Taking that for dismissal, I plodded my way out of the white, fur-padded auditorium he used for an office, made my way down the corridor of smiling beauties, and found Warren Hoff waiting for me with a pile of ashes in a tray next to where he sat. He got up quickly. His hair was not neatly in place.

“God says I get $50 a day, expenses, and a lot of cooperation.”

“You’ll get it,” said Hoff.

We walked back to Hoff’s office. On the way, we passed Walter Pidgeon talking to a short, chunky woman in big glasses. Pidgeon was laughing heartily and saying, “That’s priceless.”

“Mr. Mayer is very persuasive,” said Hoff without any sarcasm.

“He convinced me it was my patriotic duty to help M.G.M.. If I don’t work for M.G.M., we’ll be at war with Germany within a year.”

I wasn’t sure what had convinced me to take the job.

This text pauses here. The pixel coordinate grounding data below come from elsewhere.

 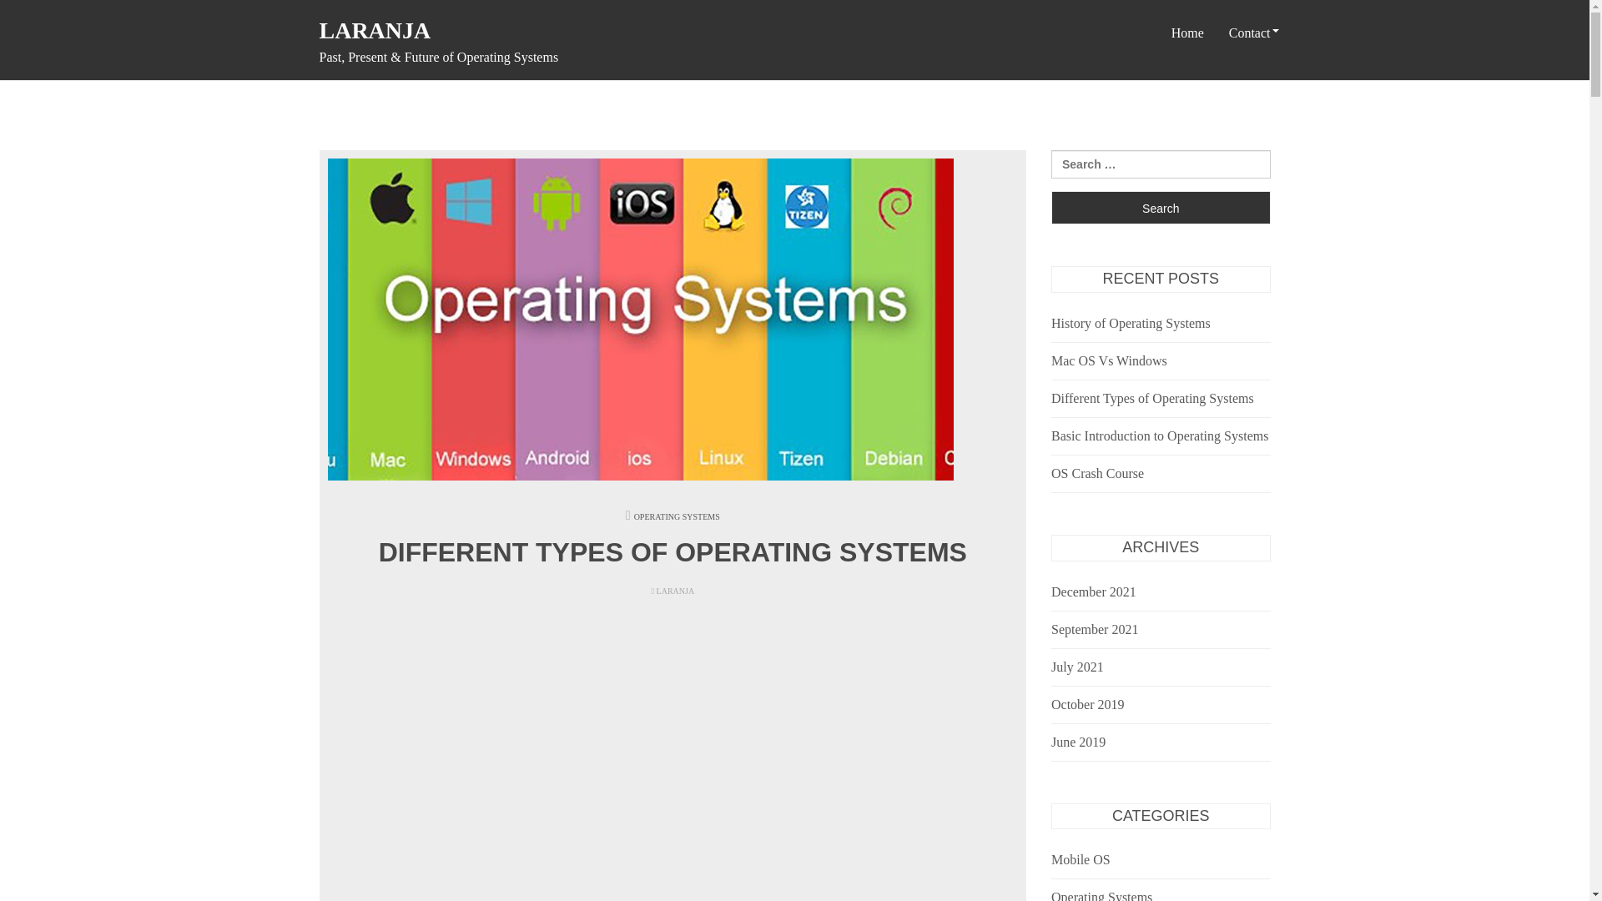 What do you see at coordinates (1281, 110) in the screenshot?
I see `Advertising Contact` at bounding box center [1281, 110].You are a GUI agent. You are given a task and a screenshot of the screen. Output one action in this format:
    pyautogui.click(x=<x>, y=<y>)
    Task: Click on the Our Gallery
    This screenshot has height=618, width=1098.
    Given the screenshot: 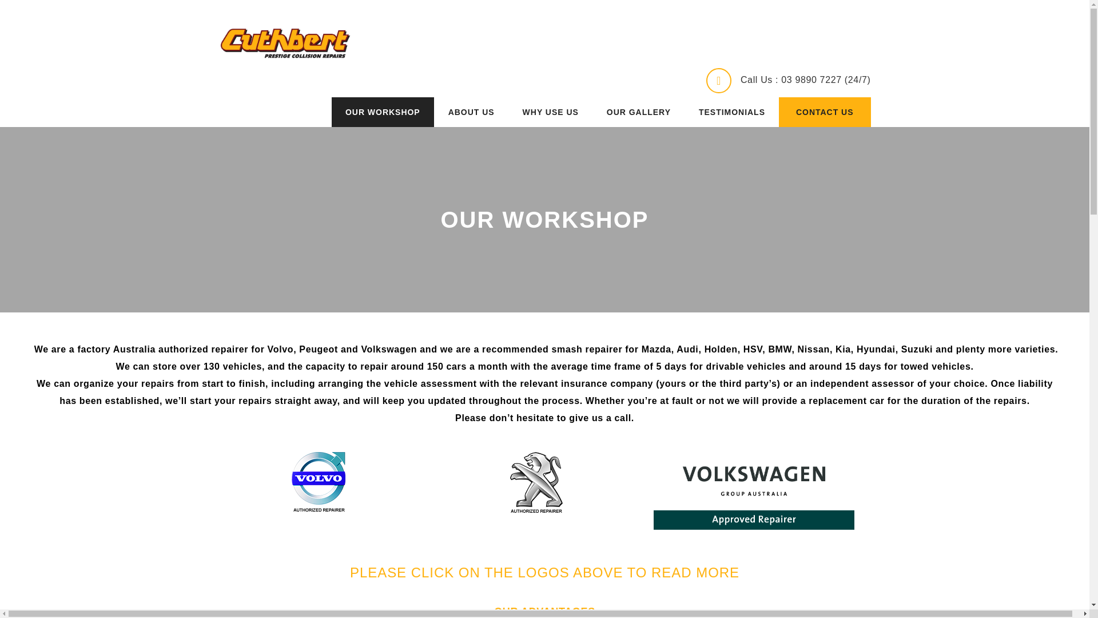 What is the action you would take?
    pyautogui.click(x=638, y=112)
    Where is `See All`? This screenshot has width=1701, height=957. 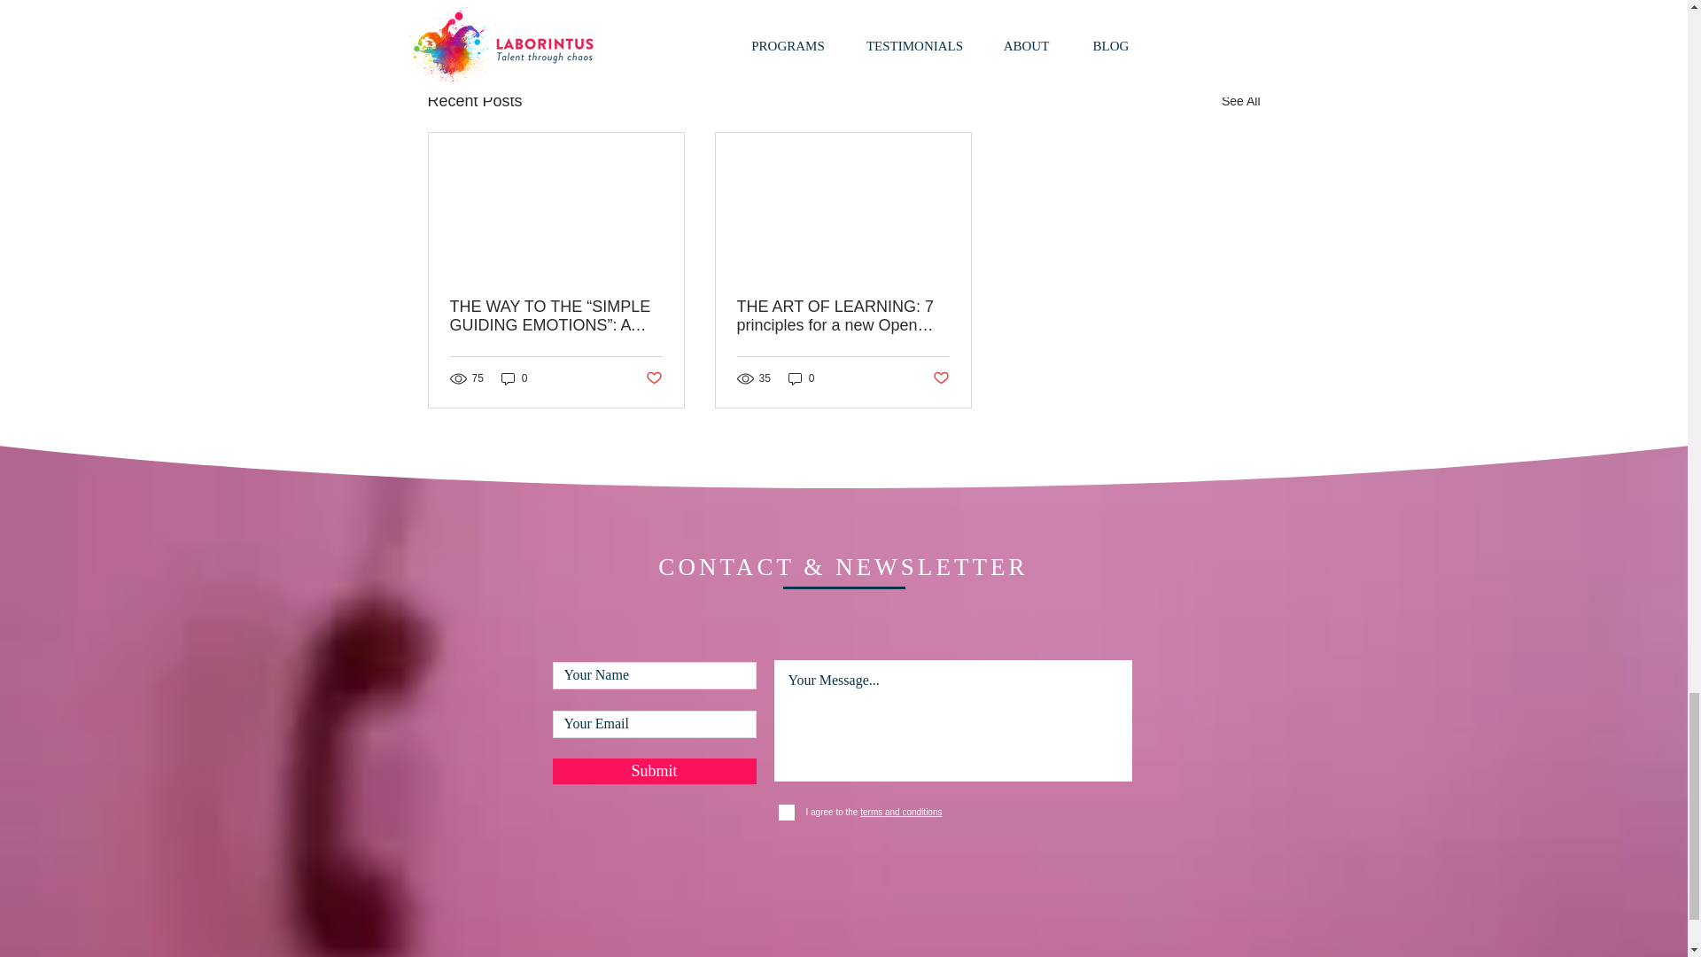
See All is located at coordinates (1241, 101).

The money was good. I did want to provide some fatherly protection for Judy Garland, and by taking the job I stood a good chance of seeing Cassie James again. The only problem was that I didn’t think I could come near to doing what I was to be paid for. I pointed out to Hoff that I had one day’s pay coming already. He paid me out of his wallet as we walked.

The small, dark girl with the Mexican accent and May Company glasses looked up as Hoff and I entered his office. Hoff looked terrible. He had sweated through another suit and run out of Spuds. The girl looked concerned, but we swept past her and into Hoff’s office.

While I phoned the L.A. police, Hoff poured himself a small drink of something from a bar hidden in a cabinet. He didn’t offer me anything.

I got past the switchboard operator and made my way to an Officer Derry. He wondered why I wanted to talk to Lieutenant Pevsner. No one who knew Phil Pevsner could understand why anyone would willingly seek his company. I used my full real name, Tobias Leo Pevsner, to cut through the blue tape and indicate I was the man’s brother. It got me to Sergeant Seidman, my brother’s partner.

“Toby,” said Seidman coming on the phone, “he doesn’t want to talk to you, and if you’re smart, you won’t want to talk to him. We’ve had a tough week.”

“Sergeant, I’m reporting a murder. Someone’s murdered a Munchkin at M.G.M.”

There was silence at the other end, except for the background sounds of typewriters and cops talking.

“You want me to tell your brother that?” he said calmly.

“It’s true. Why don’t the two of you come…”

There was a crackling sound at the other end and the clunk of the phone, then my brother’s rumbling voice:

“Toby, you fuck-up. If this is one of your stupid jokes, you’ll do hospital time.”

He meant it and I knew it, but I couldn’t resist. Maybe it was a death wish or something.

“How are Ruth and the kids?” I asked. For some reason, maybe the fact that I never visited him and his family, this always drove Phil up the wall, and the walls of the L.A. police department are no fun running up. Besides, with the gut he was developing, a run up the wall was out of the question. He hung up.

“Will he come?” Hoff asked finishing his drink.

“He’ll come,” I said, leaning back and putting my feet up on the desk. I picked up his newspaper and began to read, trying to look as confident as I was not.

It took fifteen minutes for Phil and Seidman to get to M.G.M. In that time I discovered through my reading that the Greeks had hurled back an Italian invasion, that the Japanese were charging that Americans were assembling arms at Manila, that the A amp;P was celebrating its 81st anniversary, that I could get a suit from Brooks on South Broadway for $25 and take three payments, and that a bottle of FF California port could be had for 37 cents.

The call came to Hoff’s office from cowboy Buck McCarthy at the gate. Hoff told Buck to take the police to the Munchkin City set, and then he hurried to the door. I slowed him down and told him it would be a good idea to let the police get to the scene first. I folded the newspaper neatly, placed it on Hoff’s desk and got up. I was in no hurry to see Phil Pevsner. The only one who had ever successfully stood between us in battle was my dad, a Glendale grocer, who had died a long time ago. There were a couple of times even when he was alive that Phil almost lost control and went for me right over our father. Dad would have been flattened like a beer can in the Rose Bowl parade if Phil hadn’t gotten himself under control. It had been something I had said, but I couldn’t remember what it was.